It was a gloriously transcendent spring morning. I know that sounds like I’m overstating the matter, but trust me I’m not. For some time it had been overcast, cool, and dreary but the sudden appearance of blue sky and warm sun seemed to have instantly turned everything into a shade of green that would have been the envy of Eden. We’ve all witnessed this before, one day the landscape is full of dark, dull earth tones and the next day it is not only green—but it appears so bright you could swear there was something luminescent in the new grass and baby leaves. That’s the kind of morning it was and it was full of wonder.
There were three of us—four counting the dog, but I’ll get back to him in a moment. The older man is in his late seventies, I’m in my mid-fifties, and there was the boy—all sixteen years of him. It was a mutual need—the older man needed someone to cut his grass and the boy needed the money. I was the bridge between the two.

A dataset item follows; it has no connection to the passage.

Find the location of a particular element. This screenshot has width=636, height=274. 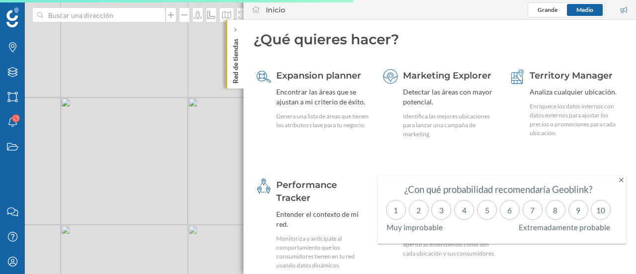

In the previous year the older man had been through more than you would wish upon an enemy. He had throat cancer which necessitated radical surgery. This was followed by thirty-three radiation treatments—the medical equivalent of a scorched earth policy. When it was all over, he had a tube in his stomach and a fire in his throat that wouldn’t go away. But the real pain came when he lost his wife of fifty-three years—the woman who had nursed him through his illness. They said this lovely lady died from a cardiac failure, but I can tell you there was absolutely nothing wrong with her heart.
So he needed this bright sunny morning. He needed to show the boy the ropes on his two mowers (one of them a zero turn that looked more like fun than work). He needed the healing that comes from being involved with others and there’s nothing better than a young person to fit that bill. But the boy needed him as well. He and his younger brother were being raised by an aunt because their biological parents didn’t want them. He needed to be around some men and learn things like how to drive a zero turn mower.

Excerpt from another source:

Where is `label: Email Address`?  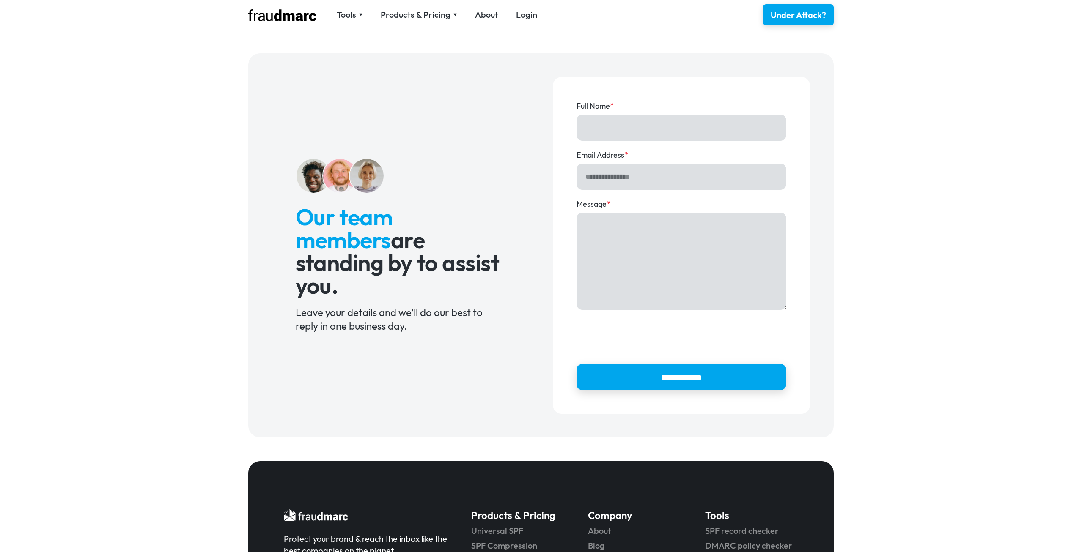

And now to the dog. When the older man started looking for a dog to keep him company, he had his eye on some special breed that was going to be flown in from Alaska until an insightful friend pointed out that an Alaskan dog and east Alabama summers probably weren’t going to be too good of a mix. So he went down to the animal shelter and came back with the dog. I can’t remember what kind he was but he was extremely well trained—someone had taken some time with him. And then for reasons we’ll never know, he ended up at the shelter. Now my friend had him and he was as they say today, a rescue dog.
He fit right in I thought because there was a rescue older man teaching a rescue teenager on what started out as merely a glorious day but had now become—a glorious rescue day.